Care should be taken with a complement list, as regular expressions are always multi-line, and hence means any character except an alphabetic character. The complement of the characters in the set. ] (these are collating sequence in Spanish). You can use a collating sequence in character ranges, like in

This indicates a set of characters, for example, \Ca all stand for the SOH control character 0x01. The TAB control character 0x09 (tab, or hard tab, horizontal tab).Ĭharacter by stripping all but its 6 lowest order bits. This is part of the DOS/Windows end of line sequence CR-LF, and was the EOL character on Mac 9 and earlier. The CR control character 0x0D (carriage return). This is the regular end of line under Unix systems. The LF control character 0x0A (line feed). The FF control character 0x0C (form feed). This is only allowed inside a character class definition. The BS control character 0x08 (backspace). See also the discussion on character ranges. This trick also works with symbolic names of control characters, like For instance, in Spanish, "ch" is a single letter, though it is written using two characters. If the document is ANSI encoded, this construct is invalid.Ī single byte character whose code in octal isĬollating sequence stands for. Like above, but matches a full 16-bit Unicode character. \圎9 may match an é or a θ depending on the code page in an ANSI encoded document.

What this stands for depends on the text encoding. \d stands for "a digit", while "d" is just an ordinary letter. Adding the backslash (this is calledĮscaping) works the other way round, as it makes special a character that otherwise isn't. [ and not as the start of a character set. Г that would otherwise have a special meaning. This is useful if you have a Unicode encoded text with accents as separate, combining characters. Matches a single non-combining characer followed by any number of combining characters. will only match characters within a line, and not the line ending characters ( matches newline", the dot will indeed do that, enabling the "any" character to run over multiple lines.

In a regular expression (shortened into regex throughout), special characters interpreted are: Single-character matches.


**TASK TO COMPLETE**
Whenever a line in the records below contains "last", pick it out.

**Stored data**
______________________________
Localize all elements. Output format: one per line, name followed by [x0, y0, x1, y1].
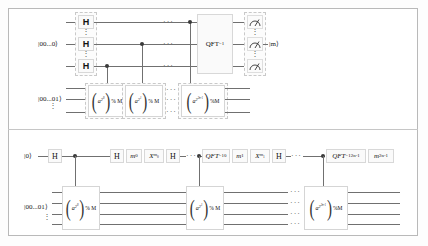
- mod-gate-expression: a22n-1: [315, 204, 327, 211]
- classical-bit-m1[interactable]: m1: [232, 149, 248, 163]
- register-ellipsis: ⋮: [42, 215, 52, 218]
- mod-gate-expression: a21: [195, 204, 204, 211]
- register-ellipsis: ⋮: [79, 30, 93, 33]
- wire: [66, 112, 86, 113]
- mod-exp-gate[interactable]: (a22n-1)%M: [304, 186, 348, 230]
- mod-gate-expression: a20: [97, 97, 106, 104]
- mod-exp-gate[interactable]: (a20)% M: [62, 186, 100, 230]
- wire: [100, 214, 186, 215]
- register-ellipsis: ⋮: [48, 104, 58, 107]
- wire: [100, 224, 186, 225]
- wire: [38, 156, 48, 157]
- bottom-control-ket: |0⟩: [24, 152, 32, 160]
- qft-label: QFT: [206, 152, 219, 160]
- control-dot: [188, 20, 192, 24]
- x-gate-m0[interactable]: Xm0: [144, 149, 164, 163]
- bottom-work-register-ket: |00...01⟩: [24, 203, 48, 211]
- classical-bit-m0[interactable]: m0: [126, 149, 142, 163]
- wire: [94, 44, 197, 45]
- wire: [225, 88, 250, 89]
- h-gate[interactable]: H: [166, 149, 180, 163]
- wire: [94, 22, 197, 23]
- x-gate-m1[interactable]: Xm1: [250, 149, 270, 163]
- h-gate[interactable]: H: [110, 149, 124, 163]
- wire: [66, 88, 86, 89]
- measurement-meter-icon[interactable]: [247, 59, 263, 73]
- register-ellipsis: ⋮: [79, 52, 93, 55]
- measurement-ellipsis: ⋮: [248, 52, 262, 55]
- wire: [263, 44, 268, 45]
- control-dot: [140, 42, 144, 46]
- wire: [224, 224, 288, 225]
- wire: [224, 192, 288, 193]
- wire: [94, 66, 197, 67]
- mod-label: % M: [147, 98, 159, 104]
- wire: [224, 203, 288, 204]
- sequence-ellipsis: ···: [166, 95, 177, 104]
- wire: [225, 112, 250, 113]
- wire: [348, 224, 400, 225]
- qft-inverse-gate-0[interactable]: QFT−10: [202, 149, 230, 163]
- mod-gate-expression: a22n-1: [192, 97, 204, 104]
- qft-label: QFT: [206, 40, 219, 48]
- wire: [224, 214, 288, 215]
- h-gate[interactable]: H: [48, 149, 62, 163]
- wire: [348, 214, 400, 215]
- top-output-ket: |m⟩: [269, 40, 279, 48]
- sequence-ellipsis: ···: [290, 209, 301, 218]
- h-gate[interactable]: H: [272, 149, 286, 163]
- wire: [348, 192, 400, 193]
- classical-bit-m-last[interactable]: m2n-1: [368, 149, 394, 163]
- top-counting-register-ket: |00...0⟩: [38, 40, 58, 48]
- wire: [62, 156, 110, 157]
- mod-exp-gate[interactable]: (a21)% M: [125, 85, 163, 117]
- sequence-ellipsis: ···: [163, 17, 174, 26]
- sequence-ellipsis: ···: [166, 85, 177, 94]
- sequence-ellipsis: ···: [166, 107, 177, 116]
- wire: [225, 99, 250, 100]
- wire: [348, 203, 400, 204]
- mod-exp-gate[interactable]: (a21)% M: [186, 186, 224, 230]
- mod-gate-expression: a20: [71, 204, 80, 211]
- qft-inverse-gate[interactable]: QFT−1: [197, 14, 233, 74]
- sequence-ellipsis: ···: [291, 151, 302, 160]
- mod-gate-expression: a21: [134, 97, 143, 104]
- sequence-ellipsis: ···: [290, 219, 301, 228]
- measurement-ellipsis: ⋮: [248, 30, 262, 33]
- qft-inverse-gate-last[interactable]: QFT−12n-1: [326, 149, 366, 163]
- wire: [66, 99, 86, 100]
- mod-exp-gate[interactable]: (a20)% M: [88, 85, 126, 117]
- figure-root: |00...0⟩ H H H ⋮ ⋮ ··· ··· ··· QFT−1 ⋮ ⋮…: [0, 0, 428, 246]
- sequence-ellipsis: ···: [163, 61, 174, 70]
- mod-label: %M: [209, 98, 219, 104]
- wire: [100, 192, 186, 193]
- qft-label: QFT: [332, 152, 345, 160]
- circuit-divider: [8, 129, 418, 130]
- mod-label: %M: [332, 205, 342, 211]
- sequence-ellipsis: ···: [290, 187, 301, 196]
- mod-label: % M: [208, 205, 220, 211]
- mod-label: % M: [110, 98, 122, 104]
- control-dot: [105, 64, 109, 68]
- wire: [100, 203, 186, 204]
- mod-exp-gate[interactable]: (a22n-1)%M: [181, 85, 225, 117]
- h-gate[interactable]: H: [78, 59, 94, 73]
- mod-label: % M: [84, 205, 96, 211]
- sequence-ellipsis: ···: [290, 198, 301, 207]
- sequence-ellipsis: ···: [163, 39, 174, 48]
- sequence-ellipsis: ···: [186, 151, 197, 160]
______________________________
**SOLUTION**
- classical-bit-m-last[interactable]: m2n-1: [368, 149, 394, 163]
- qft-inverse-gate-last[interactable]: QFT−12n-1: [326, 149, 366, 163]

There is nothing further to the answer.